New Immigration Articles from SSRN
Kerry Abrams (Virginia) “Immigration Law and the Regulation of Marriage”. This Article (here) argues that much of federal immigration law functions as a form of family law. Although the conventional wisdom holds that family law is state law, federal immigration law actually regulates marriages that involve immigrants much more extensively than state family does, often unintentionally. This Article maps the architecture of federal immigration law regulation through the four stages of marriage: courtship, entry into marriage, the intact marriage, and exit from marriage through divorce. It shows how laws that appear at first glance to effectuate immigration policy – including the immigration provisions of the Violence Against Women Act, the requirement that citizen spouses sign an affidavit of support in order to sponsor their immigrant spouses, and immigration laws prohibiting marriage fraud – all regulate the creation and dissolution of legally recognized family relationships, and/or determine the legal rights and responsibilities of family members, in other words, function as family law.
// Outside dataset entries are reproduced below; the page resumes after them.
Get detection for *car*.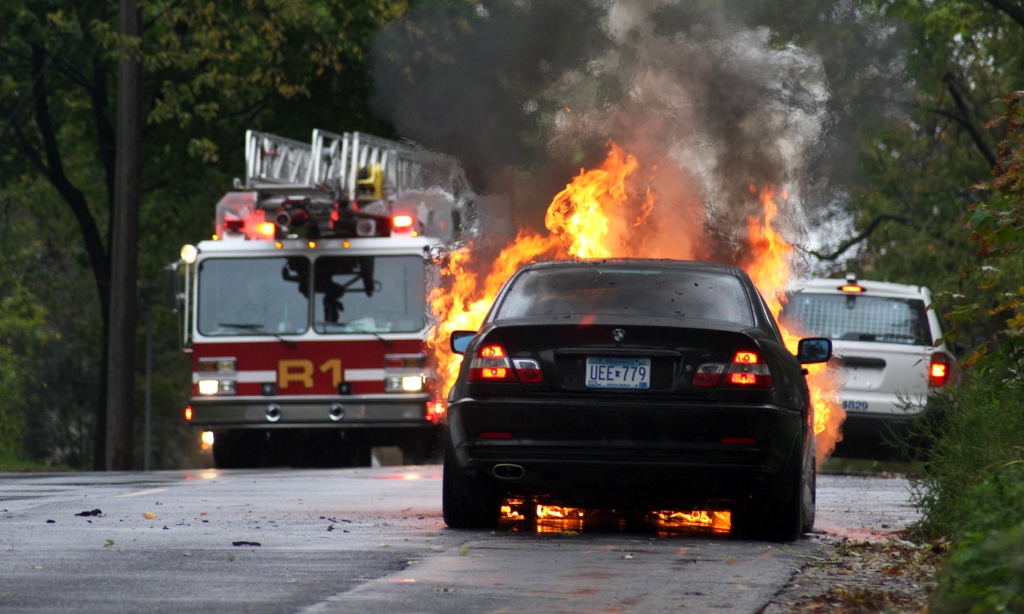
Detection: bbox(769, 264, 963, 444).
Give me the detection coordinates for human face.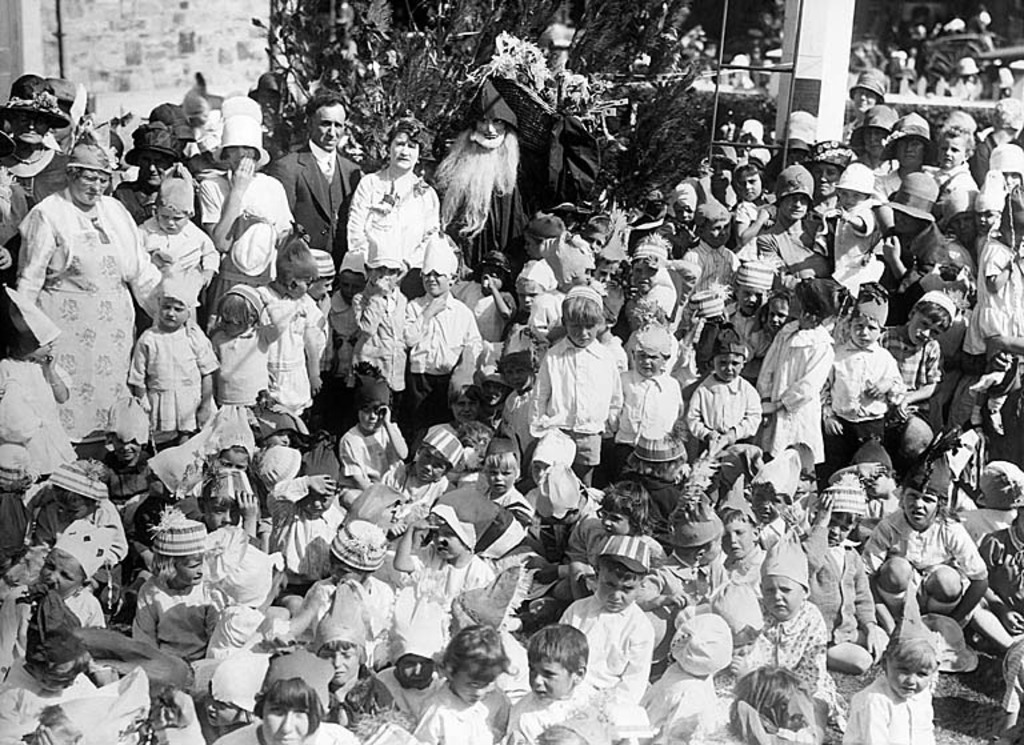
crop(315, 107, 341, 148).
It then offers ways of analyzing whether Congress is acting within its immigration power when it passes laws that regulate the family.
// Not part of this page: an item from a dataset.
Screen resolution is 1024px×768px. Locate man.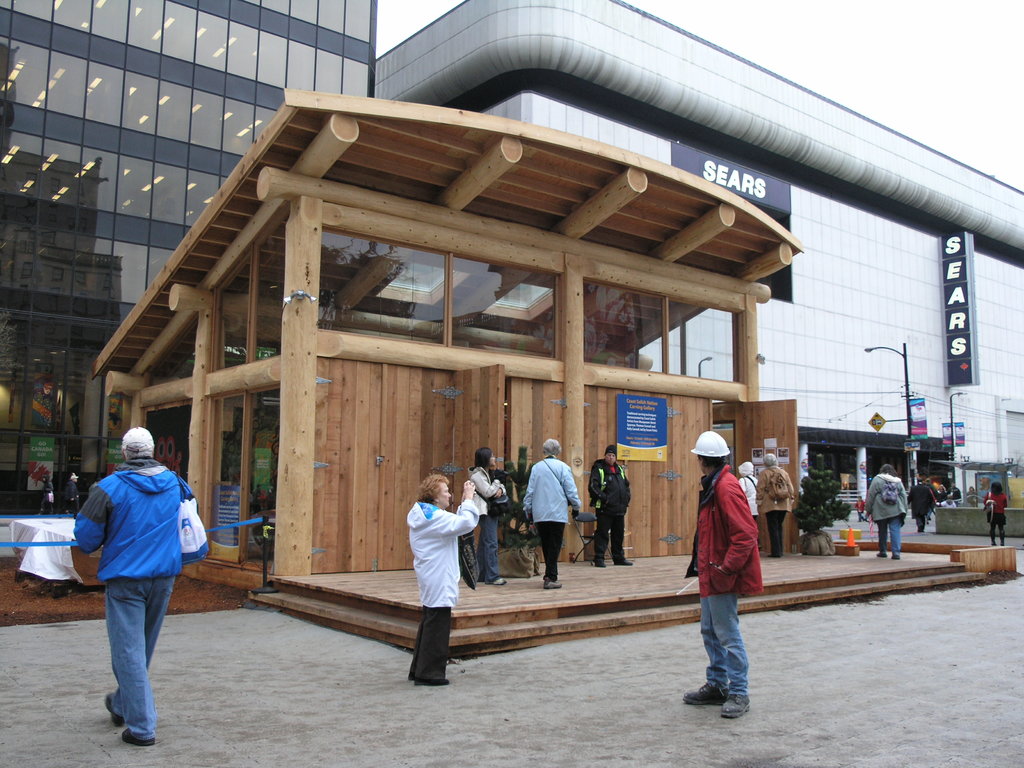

Hiroshi Motomura (North Carolina) “We Asked for Workers, But Families Came: Time, Law, and the Family in Immigration and Citizenship” This Article (here) is based on two key ideas. First, the family adds the dimension of time to immigration and citizenship law. It does so, for example, through jus soli citizenship for the children of immigrants and discretionary relief from removal, which combine to allow noncitizens over time to establish family-based ties to the United States that immigration law then recognizes. But establishing that the family matters in immigration and citizenship – and therefore that time matters – only begins the inquiry. The next question is how time matters. The prevailing sense of time in current law is largely retrospective, as a way of recognizing ties in the United States. It is important, the Article argues, also to think of time prospectively. Doing so would prompt a subtle but significant shift occurs in the role of the family, away from mere recognition and toward a more instrumental view of the family in immigration and citizenship. The family would become not only an object of integration, but a means of integration. This would mean making sure that immigration and citizenship law promotes the immigrant family, for example by allowing immigrant families to stay together. Only then can families realize their potential to foster the integration of immigrants.